Olga Rozanova in Vladimir, ca. 1900, © Photo: M. P. Koreneva
Chepik Tatyana et al., Olga Rozanova, 1886–1918, exh. cat., Helsinki, Helsingin Kaupungin Taidemuseo, 1992
→Gurianova Nina, Olga Rozanova and the Culture of the Russian Avant-Garde 1910-1918, Amsterdam / Abingdon, G+B Arts International / Marston, 1999
→Bowlt John, Drutt Matthew (ed.), Amazons of the Avant-Garde: Alexandra Exter, Natalia Goncharova, Liubov Popova, Olga Rozanova, Varvara Stepanova and Nadezhda Udaltsova, exh. cat., Deutsche Guggenheim Berlin ; Royal Academy of Art, London ; Peggy Guggenheim Collection, Venice ; Guggenheim Museum Bilbao ; Solomon R. Guggenheim, New York ; New York, Guggenheim Museum (1999–2001), New York, Guggenheim Museum, 2000
Amazons of the Avant-Garde: Alexandra Exter, Natalia Goncharova, Liubov Popova, Olga Rozanova, Varvara Stepanova and Nadezhda Udaltsova, Deutsche Guggenheim Berlin ; Royal Academy of Art, London ; Peggy Guggenheim Collection, Venice ; Guggenheim Museum Bilbao ; Solomon R. Guggenheim, New York ; New York, Guggenheim Museum, 1999–2001
Russian painter.
After studying at the Bolshakov Art School in Moscow, Olga Rozanova attended the classes of the Symbolist landscape painter Konstantin Yuon and the Stroganov School of Applied Art. She continued her studies at the Elizaveta Zwantseva School in 1911. There she met Nikolai Kulbin, Mikhail Matyushin, and Elena Guro and took part in the activities of their Futurist group, Union of the Youth. From 1911 to 1918, she participated in major avant-garde exhibitions, among which the Futurist exhibitions Tramway V and 0,10, as well as the exhibitions of the Jack of Diamonds group. It was during this period of experimentation that she formulated her theoretical principles in a famous article, “The Bases of the New Creation and the Reasons Why It Is Misunderstood” (1913).
In 1912 she began a friendship with the Futurist poets David Burliuk, Vladimir Mayakovsky, and Aleksei Kruchenykh, whom she married in 1916. It was mainly with him and the poet Velimir Khlebnikov that she contributed to the creation of the Futurist “almanacs”, books that combined pictures and zaum (“transreason”) poetry, with a will to become emancipated from both pictorial and linguistic norms. In 1916 she joined Supremus, the group founded by Kazimir Malevich, who considered her to be his best pupil and whose own artistic evolution owed a lot to her. From then on, she devoted herself to painting abstract compositions.
Her production became more and more minimalistic as from 1917, with original, pared-down works. Like most avant-gardists, she adopted the ideals of the October Revolution and in this respect took an active part in the promotion and teaching of applied arts, particularly by creating art and industrial workshops. A major posthumous exhibition of over 250 of her works was held in Moscow in 1918 after she prematurely died from diphtheria.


▸ Problem to work on
Within the records below, find each line that holds the string "labels", then copy it.

Source information Block Start

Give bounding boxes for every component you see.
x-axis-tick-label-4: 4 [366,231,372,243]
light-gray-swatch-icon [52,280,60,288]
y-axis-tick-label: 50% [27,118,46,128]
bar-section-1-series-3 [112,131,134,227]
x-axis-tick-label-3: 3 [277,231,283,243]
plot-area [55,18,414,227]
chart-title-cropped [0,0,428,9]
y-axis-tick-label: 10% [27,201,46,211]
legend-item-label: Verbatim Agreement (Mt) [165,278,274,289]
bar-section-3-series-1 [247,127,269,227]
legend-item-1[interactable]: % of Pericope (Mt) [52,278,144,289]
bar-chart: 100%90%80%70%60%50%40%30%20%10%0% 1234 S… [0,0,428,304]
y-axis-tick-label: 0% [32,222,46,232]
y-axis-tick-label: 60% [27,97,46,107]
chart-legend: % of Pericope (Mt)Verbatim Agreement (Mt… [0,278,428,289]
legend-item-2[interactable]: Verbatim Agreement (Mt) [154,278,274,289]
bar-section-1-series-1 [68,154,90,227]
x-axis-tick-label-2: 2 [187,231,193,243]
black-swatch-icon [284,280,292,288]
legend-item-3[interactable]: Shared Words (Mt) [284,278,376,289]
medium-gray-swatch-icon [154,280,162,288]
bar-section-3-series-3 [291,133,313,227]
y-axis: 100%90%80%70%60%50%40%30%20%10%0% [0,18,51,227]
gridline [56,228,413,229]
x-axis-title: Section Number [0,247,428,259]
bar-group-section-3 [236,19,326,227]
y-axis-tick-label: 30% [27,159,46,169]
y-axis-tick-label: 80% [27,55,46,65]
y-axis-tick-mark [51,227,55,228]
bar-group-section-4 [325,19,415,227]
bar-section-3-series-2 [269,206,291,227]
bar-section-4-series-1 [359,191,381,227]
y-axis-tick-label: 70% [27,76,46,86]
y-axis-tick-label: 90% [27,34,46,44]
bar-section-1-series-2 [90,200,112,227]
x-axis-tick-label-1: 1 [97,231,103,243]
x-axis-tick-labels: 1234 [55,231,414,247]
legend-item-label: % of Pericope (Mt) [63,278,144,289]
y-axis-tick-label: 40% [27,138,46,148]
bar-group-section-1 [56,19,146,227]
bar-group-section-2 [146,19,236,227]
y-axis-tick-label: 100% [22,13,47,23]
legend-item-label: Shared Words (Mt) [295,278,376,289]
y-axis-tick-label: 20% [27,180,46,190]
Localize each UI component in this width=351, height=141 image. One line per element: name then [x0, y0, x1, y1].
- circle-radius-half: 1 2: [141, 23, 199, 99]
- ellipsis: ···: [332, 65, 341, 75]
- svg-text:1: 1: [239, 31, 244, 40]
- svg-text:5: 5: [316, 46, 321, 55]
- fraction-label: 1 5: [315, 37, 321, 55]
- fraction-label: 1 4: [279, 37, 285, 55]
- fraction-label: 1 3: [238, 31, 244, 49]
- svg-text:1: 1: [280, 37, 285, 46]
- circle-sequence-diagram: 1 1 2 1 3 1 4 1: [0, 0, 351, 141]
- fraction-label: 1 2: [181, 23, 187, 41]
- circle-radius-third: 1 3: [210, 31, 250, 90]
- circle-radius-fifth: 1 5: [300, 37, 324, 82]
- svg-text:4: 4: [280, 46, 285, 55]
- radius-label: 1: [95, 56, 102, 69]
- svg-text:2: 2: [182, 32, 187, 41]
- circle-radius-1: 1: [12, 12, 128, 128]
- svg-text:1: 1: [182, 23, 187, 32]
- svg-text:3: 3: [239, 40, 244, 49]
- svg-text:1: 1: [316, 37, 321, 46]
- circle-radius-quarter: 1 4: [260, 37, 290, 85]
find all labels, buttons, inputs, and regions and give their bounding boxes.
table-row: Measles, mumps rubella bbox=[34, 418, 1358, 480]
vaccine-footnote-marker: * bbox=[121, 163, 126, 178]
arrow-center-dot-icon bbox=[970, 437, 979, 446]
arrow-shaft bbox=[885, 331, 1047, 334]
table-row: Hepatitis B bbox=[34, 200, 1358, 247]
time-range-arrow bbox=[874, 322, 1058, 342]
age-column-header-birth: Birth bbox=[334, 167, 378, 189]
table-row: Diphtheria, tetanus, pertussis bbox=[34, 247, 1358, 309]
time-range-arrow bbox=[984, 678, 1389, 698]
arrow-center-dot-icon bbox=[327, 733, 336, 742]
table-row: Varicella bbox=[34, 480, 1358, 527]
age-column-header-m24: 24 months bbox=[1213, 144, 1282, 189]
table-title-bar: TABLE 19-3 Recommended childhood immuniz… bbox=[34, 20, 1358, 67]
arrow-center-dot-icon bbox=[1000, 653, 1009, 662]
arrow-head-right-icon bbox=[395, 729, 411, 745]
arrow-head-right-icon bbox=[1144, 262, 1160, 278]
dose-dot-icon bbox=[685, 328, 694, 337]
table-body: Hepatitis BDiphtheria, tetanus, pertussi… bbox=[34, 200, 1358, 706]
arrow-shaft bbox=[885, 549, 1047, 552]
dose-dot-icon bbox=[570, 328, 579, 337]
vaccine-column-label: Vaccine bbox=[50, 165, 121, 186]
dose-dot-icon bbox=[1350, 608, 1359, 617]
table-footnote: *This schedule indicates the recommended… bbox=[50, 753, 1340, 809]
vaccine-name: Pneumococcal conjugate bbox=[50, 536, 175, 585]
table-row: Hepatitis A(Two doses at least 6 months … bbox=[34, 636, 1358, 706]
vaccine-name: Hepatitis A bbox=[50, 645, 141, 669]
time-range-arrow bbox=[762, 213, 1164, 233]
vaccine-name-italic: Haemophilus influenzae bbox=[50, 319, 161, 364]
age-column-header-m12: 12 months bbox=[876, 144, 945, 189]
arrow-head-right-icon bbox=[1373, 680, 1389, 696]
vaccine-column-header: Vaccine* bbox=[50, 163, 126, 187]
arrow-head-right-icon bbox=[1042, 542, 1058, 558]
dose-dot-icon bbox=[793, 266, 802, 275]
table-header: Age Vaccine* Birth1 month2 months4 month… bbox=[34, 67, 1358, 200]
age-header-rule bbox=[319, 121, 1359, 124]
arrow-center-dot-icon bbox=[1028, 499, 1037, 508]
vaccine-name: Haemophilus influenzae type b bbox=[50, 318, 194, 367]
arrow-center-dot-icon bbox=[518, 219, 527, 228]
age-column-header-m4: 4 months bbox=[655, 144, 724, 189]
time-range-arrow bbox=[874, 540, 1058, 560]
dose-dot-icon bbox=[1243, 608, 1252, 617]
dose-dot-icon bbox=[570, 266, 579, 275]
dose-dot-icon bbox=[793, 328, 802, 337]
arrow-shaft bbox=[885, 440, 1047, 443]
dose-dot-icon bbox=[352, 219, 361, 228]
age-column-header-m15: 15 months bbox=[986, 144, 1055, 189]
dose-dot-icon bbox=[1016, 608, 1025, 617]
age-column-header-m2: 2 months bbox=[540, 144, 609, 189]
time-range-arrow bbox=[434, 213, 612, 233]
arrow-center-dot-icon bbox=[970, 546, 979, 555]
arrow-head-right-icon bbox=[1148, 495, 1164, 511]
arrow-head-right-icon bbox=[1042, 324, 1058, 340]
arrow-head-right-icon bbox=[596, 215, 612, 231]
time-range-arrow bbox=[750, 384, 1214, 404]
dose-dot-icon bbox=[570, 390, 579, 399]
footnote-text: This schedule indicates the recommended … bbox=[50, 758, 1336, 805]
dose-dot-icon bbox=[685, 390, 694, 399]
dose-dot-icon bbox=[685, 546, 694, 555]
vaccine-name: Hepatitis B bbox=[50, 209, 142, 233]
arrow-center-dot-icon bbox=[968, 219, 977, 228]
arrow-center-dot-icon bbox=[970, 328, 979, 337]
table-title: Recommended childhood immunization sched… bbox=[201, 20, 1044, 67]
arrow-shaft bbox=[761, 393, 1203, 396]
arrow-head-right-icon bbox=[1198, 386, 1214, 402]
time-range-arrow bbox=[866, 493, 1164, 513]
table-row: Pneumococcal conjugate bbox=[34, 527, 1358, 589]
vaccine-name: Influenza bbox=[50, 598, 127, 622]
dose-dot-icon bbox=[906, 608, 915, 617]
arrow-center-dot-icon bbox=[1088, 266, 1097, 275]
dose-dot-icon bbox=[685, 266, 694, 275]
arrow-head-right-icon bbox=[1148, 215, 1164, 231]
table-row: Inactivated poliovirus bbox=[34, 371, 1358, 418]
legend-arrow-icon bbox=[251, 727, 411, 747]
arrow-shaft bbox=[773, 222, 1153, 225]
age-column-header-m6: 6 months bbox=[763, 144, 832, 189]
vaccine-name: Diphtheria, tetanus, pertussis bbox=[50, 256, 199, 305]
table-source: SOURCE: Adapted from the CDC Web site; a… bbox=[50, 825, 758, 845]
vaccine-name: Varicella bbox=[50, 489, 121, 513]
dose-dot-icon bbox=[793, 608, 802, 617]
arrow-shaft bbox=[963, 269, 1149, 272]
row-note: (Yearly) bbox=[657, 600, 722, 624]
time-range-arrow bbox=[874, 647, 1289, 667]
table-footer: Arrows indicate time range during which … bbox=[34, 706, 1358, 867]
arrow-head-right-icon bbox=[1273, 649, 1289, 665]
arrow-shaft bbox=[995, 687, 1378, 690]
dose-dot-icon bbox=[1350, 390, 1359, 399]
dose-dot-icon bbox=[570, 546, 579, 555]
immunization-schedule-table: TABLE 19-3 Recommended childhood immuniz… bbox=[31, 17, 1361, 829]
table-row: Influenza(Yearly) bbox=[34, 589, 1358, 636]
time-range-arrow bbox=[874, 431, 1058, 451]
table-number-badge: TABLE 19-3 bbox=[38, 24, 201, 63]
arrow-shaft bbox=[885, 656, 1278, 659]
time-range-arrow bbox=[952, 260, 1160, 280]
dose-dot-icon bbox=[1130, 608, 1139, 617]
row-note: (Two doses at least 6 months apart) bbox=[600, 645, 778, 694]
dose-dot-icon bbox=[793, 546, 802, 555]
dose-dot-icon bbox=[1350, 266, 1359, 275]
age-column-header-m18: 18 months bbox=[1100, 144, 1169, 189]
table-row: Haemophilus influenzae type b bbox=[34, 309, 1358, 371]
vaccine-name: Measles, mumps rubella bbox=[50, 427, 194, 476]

Source information Block End

▸ Task output
x-axis-tick-labels: 1234 [55,231,414,247]
find all labels, buttons, inputs, and regions and give their bounding boxes.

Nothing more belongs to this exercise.